Nitrate Kisses | |
Director: | Barbara Hammer |
Producer: | Barbara Hammer |
Narrator: | Barbara Hammer |
Cinematography: | Barbara Hammer |
Editing: | Barbara Hammer |
Distributor: | Frameline Strand Releasing |
Runtime: | 67 minutes |
Country: | United States |
Language: | English |
Nitrate Kisses is a 1992 experimental documentary film directed by Barbara Hammer.[1] According to Hammer, it is an exploration of the repression and marginalization of LGBT people since the First World War.[2] To celebrate the 30th anniversary of the Teddy Awards, the film was selected to be shown at the 66th Berlin International Film Festival in February 2016.[3]
Nitrate Kisses combines interviews with homosexual couples, four same-sex couples making love, footage of 1933 homoerotic film Lot in Sodom and images of LGBT history.[4] [5] The couples making love are two elderly lesbians, an interracial gay male couple, two young pierced and tattooed women of color and an S/M lesbian couple.[6] The scenes of the gay male couple are overlaid with the Motion Picture Production Code.[7] [8]
Part of the film focuses on the story of American novelist Willa Cather, who destroyed many personal letters and papers before her death; the film argues that Cather was covering up evidence of lesbianism. Another section explores the treatment of lesbians by the Third Reich.[9]

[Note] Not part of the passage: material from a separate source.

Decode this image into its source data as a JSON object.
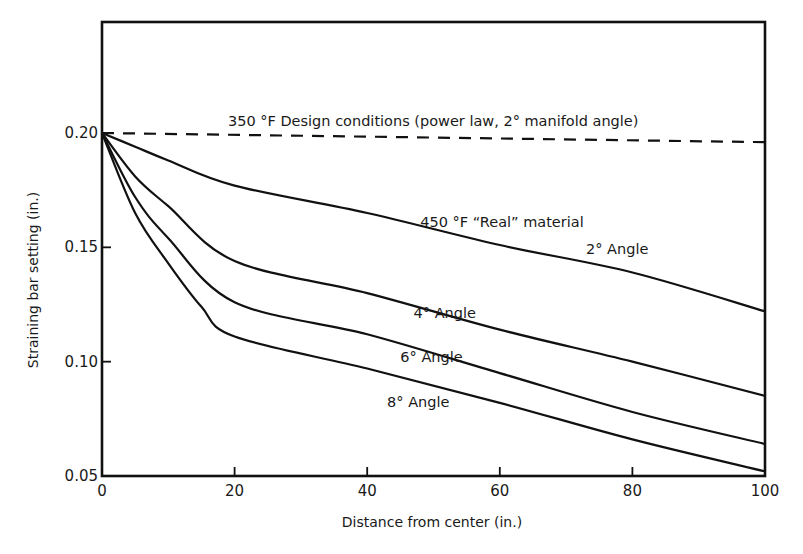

Hammer received funding from the National Endowment for the Arts to help finance Nitrate Kisses, which was her first feature film.[10] [11] She decided she wanted to make a film about the most marginalized groups within the queer community. When choosing which couples to film having sex, she decided to feature a mixed-race couple and asked two friends of hers, Jack Waters and Peter Cramer. She then met a young lesbian couple who were both women of color, and were pierced and tattooed, with shaved heads. She filmed them making love in a sculpture of a burnt out house, which Hammer felt represented "a history we don't have." Next, she met a lesbian couple who arrived to shoot their scene with S/M paraphernalia.[12] When looking for her fourth couple, Hammer decided that she wanted to explore ageism in the lesbian community. She went to an awards ceremony for older lesbians and chose a woman called Frances Lorraine who performed in the film with a friend. In an interview for Alexandra Juhasz's book Women of Vision: Histories in Feminist Film and Video, Hammer called Nitrate Kisses her best work.
Nitrate Kisses premiered at the Toronto Festival of Festivals on September 12, 1992, and has been shown at several other film festivals internationally.[13] It was shown theatrically in New York City, Los Angeles, San Francisco, Chicago and Austin, distributed by Strand Releasing. It was released on VHS on December 16, 1998.[14]
It was nominated for the Grand Jury Prize at the 1993 Sundance Film Festival. It won the Polar Bear Award at the Berlin International Film Festival and the Best Documentary Award at the Internacional de Cine Realizado por Mujeres in Madrid.[15]